In this last moment of the year we might cast our hearts and minds back over the past year to see the proportion of our experience that found us humbly preparing a better way compared to those moments where we were a final capstone put in place. My hunch is that we will all find ourselves more often in the role of preparer. Now that we have cast back, we might be able to more forthrightly and joyfully fill more of that role in the year ahead. This will lead to a greater fulfillment by this time next year.

- - -

there is a river
whose streams make glad
habitations of the heart
whose strong flow
sees us through to dawn

streams pre-river
sea post-river
play their part
along a way
of new life

gathering
holding
connected
river-wise
courageous

http://kcmlection.blogspot.com/2007_11_01_archive.html


 

G*D is a place of safety, not security. In this sense we finally realize that our building has been on shifting sands not able to bear the weight we assigned to foundational material. We keep trusting in surfaces, not their depths. In some sense this is creation – sandy, slippery, changing.

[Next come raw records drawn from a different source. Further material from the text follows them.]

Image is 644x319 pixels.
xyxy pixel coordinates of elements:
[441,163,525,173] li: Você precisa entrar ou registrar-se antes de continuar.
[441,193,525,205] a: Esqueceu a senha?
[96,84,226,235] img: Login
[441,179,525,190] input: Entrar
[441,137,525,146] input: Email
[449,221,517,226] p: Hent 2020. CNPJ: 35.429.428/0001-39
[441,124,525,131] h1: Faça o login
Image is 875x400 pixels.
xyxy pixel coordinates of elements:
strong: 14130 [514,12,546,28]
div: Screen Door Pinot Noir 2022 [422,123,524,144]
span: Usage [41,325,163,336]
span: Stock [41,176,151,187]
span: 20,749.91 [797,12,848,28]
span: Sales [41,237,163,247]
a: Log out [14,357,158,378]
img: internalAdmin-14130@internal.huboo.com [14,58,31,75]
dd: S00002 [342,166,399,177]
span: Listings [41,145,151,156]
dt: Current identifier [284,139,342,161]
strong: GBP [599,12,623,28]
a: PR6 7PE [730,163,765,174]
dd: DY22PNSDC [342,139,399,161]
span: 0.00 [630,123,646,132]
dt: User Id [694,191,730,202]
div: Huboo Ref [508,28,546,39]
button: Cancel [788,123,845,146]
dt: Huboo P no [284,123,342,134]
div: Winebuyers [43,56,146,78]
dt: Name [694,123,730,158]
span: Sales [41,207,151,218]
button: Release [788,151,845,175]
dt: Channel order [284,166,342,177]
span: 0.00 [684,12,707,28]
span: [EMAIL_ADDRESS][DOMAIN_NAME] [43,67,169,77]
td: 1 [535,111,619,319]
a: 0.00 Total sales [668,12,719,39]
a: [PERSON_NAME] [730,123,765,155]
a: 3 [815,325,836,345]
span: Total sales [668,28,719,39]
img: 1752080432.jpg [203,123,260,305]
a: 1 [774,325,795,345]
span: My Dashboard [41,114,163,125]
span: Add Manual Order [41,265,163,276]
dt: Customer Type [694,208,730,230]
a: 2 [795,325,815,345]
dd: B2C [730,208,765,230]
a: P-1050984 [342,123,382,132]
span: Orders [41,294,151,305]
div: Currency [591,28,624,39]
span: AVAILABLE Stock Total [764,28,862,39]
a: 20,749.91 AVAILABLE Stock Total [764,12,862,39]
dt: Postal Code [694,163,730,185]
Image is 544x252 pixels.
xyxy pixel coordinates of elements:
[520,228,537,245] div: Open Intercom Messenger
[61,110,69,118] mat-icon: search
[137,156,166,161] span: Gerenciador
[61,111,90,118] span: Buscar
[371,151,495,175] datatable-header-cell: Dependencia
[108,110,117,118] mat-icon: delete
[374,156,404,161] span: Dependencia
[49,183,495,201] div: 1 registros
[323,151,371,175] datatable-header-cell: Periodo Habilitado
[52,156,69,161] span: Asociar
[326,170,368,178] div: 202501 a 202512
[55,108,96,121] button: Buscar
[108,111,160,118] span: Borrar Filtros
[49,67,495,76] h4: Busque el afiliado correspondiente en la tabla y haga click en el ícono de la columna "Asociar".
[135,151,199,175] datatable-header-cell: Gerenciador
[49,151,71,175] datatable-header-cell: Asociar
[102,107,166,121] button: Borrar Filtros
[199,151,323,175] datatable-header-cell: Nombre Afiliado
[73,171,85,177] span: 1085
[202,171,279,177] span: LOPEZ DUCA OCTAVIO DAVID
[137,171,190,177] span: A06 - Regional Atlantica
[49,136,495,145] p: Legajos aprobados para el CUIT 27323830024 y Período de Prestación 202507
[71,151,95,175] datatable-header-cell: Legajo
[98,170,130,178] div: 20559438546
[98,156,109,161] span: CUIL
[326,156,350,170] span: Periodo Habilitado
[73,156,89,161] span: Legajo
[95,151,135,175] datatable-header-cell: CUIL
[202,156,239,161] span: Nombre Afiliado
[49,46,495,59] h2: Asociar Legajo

A part of our response to this is to then run about as noisily as we can to set things right, to move our house to a different foundation and then a different one. We insist on keeping the house without consideration of its foundational environment.

If only we were still for a bit. Eugene Peterson puts it, "Step out of the traffic!" Were we to take as long a loving look at G*D as we experience being looked at by steadfast and expansive love we would note that living on shifting sands is exactly where we need to be – living on sand is our rock. Remember back to all the strange folks who have set out on journeys, to enter into temptations, to know that hometowns aren't where its at, to trust resurrectional processes over any other, and to live life as though it were worth something. Remembering that we are among the traveling saints of old, we know we are always sliding down a sand dune of some sort and we can enjoy the ride.

Whatever sand you have built upon, G*D is with you. Stop, Look, and Listen and join the chicken crossing to the other side of the road. After all, as Grandpa says, "In my day we didn't ask why the chicken crossed the road. Somebody told us the chicken crossed the road, and that was good enough." So, you're living on sand - build lightly, not a bigger barn. It is time to get back to tent living, not palace construction.

http://kcmlection.blogspot.com/2008_05_01_archive.html

 


 

We are often gotten by nothing. Our sense of loss turns that into Nothing. We will hang on to bereftness as long as we can. Absent Saturday can continue on for quite some time.

Here in Vigil Time we are to find Nothing melted back into nothing that runs through our fingers like time in a sieve. We look back at all the desolations that have occured to find that there are gaps in our story. Desolation...desolation...desolation....

Litle by little we are drawn through our sense of nothing-left-to-lose to those nothing places. The closer we look, the more we see they are not empty places but filled with decisions to be made about how to live. Choices have been made, time after time, to fall back into a next desolation, but there were choices to be made.

Be still, know that there is a choice to be made, even here. This choice becomes our refuge.

Whether it takes a short or a long time to come to terms with the choices we have, our sense of nothingness begins to fade and color intensity returns. You may need to vigil through Easter Day and the whole Easter Season for this become visceral for you. Don’t give up on a vigil just because it is announced to be over for someone else or for some other purpose. See it through until you can see through it.